“You two were soulmates, I think.”
“Wow, insult me more, Farrow.”
“I don’t mean now!” She tosses her hands in the air. “I don’t know, everyone has this halo around them, and that first year, yours and Maddie’s matched before hers flickered out.”
“And what happened to mine?” I shield my eyes as the afternoon sun bears down on us. Beads of sweat form on my temple, and I regret the ink on my forearm that’s an ode to my former life, more so than usual. I should have moved to Alaska after everything. It’d be so much easier to keep it covered.
“It’s receded a bit. I mean, it’s still there, but it’s like it’s dormant. I don’t know. Sometimes I see it flare when she’s around, but not peacefully. It’s like it’s screaming in pain.”
“That would explain the terrible stomachache she always elicits.”

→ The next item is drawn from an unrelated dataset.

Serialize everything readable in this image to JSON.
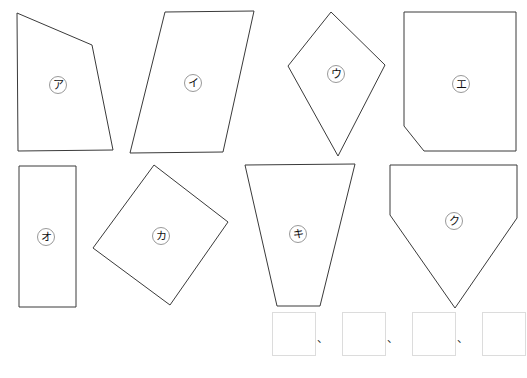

“It would, actually,” she says, pinching her lips between her index finger and thumb. “But today, it was like hers was malfunctioning, and there was a moment where you two were in sync again. You didn’t feel it?”
My mind flashes back to the stacks and the sudden relentless tug to crash my lips onto Madeline’s and make her forget her name, even though I know better. Even though, as she said, she’s very taken.
I didn’t care.
For a second, all I could think about was how—I didn’t even want her to be mine. No, I skipped that step, and she just was.
Mine.
My hand to take care of. My person to kiss.
“Nah.” I shake my head. I need to get a grip. Jenny’s bizarre theories are adorable and harmless as long as I don’t buy into them, especially this one. “You had to be seeing stuff again.”
Jenny places her hands on her hips, raising a challenging brow at me. “Okay, now I know you felt something.”
“No way. I was saving your ass. That’s all.” I pick my lean up off the storefront and nudge her. “But seriously, Jenny. Whatever is going on with you and Connor, please quit it. I’d rather not be in close quarters with the Wicked Bitch of the West again.”
And notice me. Please.
Her cheeks flush, and she mutters something under her breath.
“I’m sorry. What was that?”
“But he’s my person. We match.” She scuffs her shoe along the concrete pavement.
My heart sinks. Connor’s everything I used to be, so to hear Jenny say shit like that, well, it fucking hurts. Because Jenny Farrow deserves the type of guy who would worship the ground she walks on.
Like me. Now.
The man who’s been dying to get out of the friend zone for years because I know everything that makes Jenny amazing.
Like her kindness and her drive to help others.
And how she can’t eat a piece of pizza without covering her face in the sauce. Every. Damn. Time.
Or how she’s the grump to my sunshine before coffee, but the minute that caffeine drip hits, she becomes the most radiant star in the solar system.
“No offense, Jenny, because I appreciate how you love all this fantasy stuff, but maybe it’s time to bury that aura thing. People like Madeline and Connor were made for each other, not us.” I open the front door of the toy store, Bailey’s Toy Chest, trying to hide my frown. Respectfully, the friend zone sucks ass sometimes. “Why don’t we get the toys?”
Inside, we’re accosted by upbeat Christmas music, bits of wrapping paper spewed across the store, an Elf on the Shelf creepily watching us, and way too many grumpy adults trying to find something the store doesn’t have.
I glance around, attempting to locate the store owner, Mr. Bailey, in the chaos. His eyes connect with mine, hovering by a display of stuffed animals, and he holds up his finger as if to say, “one minute.”
Suddenly, a dog hand puppet pops into my line of vision. “Believe in the aura, Seth. The aura is real,” it says in a mangled British accent. “Madeline Finch was your soulmate.”
“I thought we were dropping this,” I say, nuzzling the dog away from my face. “And your accent is terrible, by the way.”